Bin Salman's $2 Trillion Saudi Aramco IPO Vow Still Unrealistic - Bloomberg:
Friday’s news that Saudi Arabia’s crown prince vows a $2 trillion IPO of Saudi Aramco within a few years may provoke a sense of déjà vu. It’s essentially the same headline that flashed around the world in early 2016, when he first raised the idea. Back then, it provoked a reaction of “Wow! Really?” Now it’s more “Huh. Really?”
Prince Mohammed Bin Salman reaffirmed plans for the biggest-ever IPO, and talked about much else besides, in a Bloomberg News interview late last week. Might it actually happen in “late 2020, early 2021,” as he now says? Maybe, but we’ve gone through a few deadlines already for the debut of Saudi Arabian Oil Co. (to give it its full name).
The prince’s rationale for this delay — that Aramco must first acquire the state’s majority stake in petrochemicals producer Saudi Basic Industries Corp. — seems contrived. Aramco’s valuation is tied overwhelmingly to the value of its upstream business. There is some industrial logic to combining this with Sabic’s downstream operations, though consolidating the country’s industrial assets even further under Aramco runs counter to the prince’s objective of making the economy more competitive. But Sabic’s market capitalization of $100 billion is just 5 percent of the $2 trillion valuation the prince still assigns to Aramco. Even assuming wildly valuable synergies, the idea that absorbing Sabic is critical to the oil giant’s IPO isn’t credible.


After locating the line that contains "Show me <item>human face</item>." in the data below, set down exactly that line and each one after it through the line that contains "Image size is 1024 × 576. Find 'clothing'.", and nothing more.

— EXTRACTED INFORMATION —

==============================

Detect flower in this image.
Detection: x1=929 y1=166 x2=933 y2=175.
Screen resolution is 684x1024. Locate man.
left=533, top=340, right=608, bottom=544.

==============================

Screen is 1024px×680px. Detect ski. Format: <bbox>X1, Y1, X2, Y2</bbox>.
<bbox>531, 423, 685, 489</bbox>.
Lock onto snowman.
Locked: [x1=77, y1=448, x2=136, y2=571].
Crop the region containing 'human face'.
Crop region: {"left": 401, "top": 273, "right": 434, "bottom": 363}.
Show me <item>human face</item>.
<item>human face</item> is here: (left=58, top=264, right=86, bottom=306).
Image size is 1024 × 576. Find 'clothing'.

==============================

— RESULT FOR THIS TASK —
Show me <item>human face</item>.
<item>human face</item> is here: (left=58, top=264, right=86, bottom=306).
Image size is 1024 × 576. Find 'clothing'.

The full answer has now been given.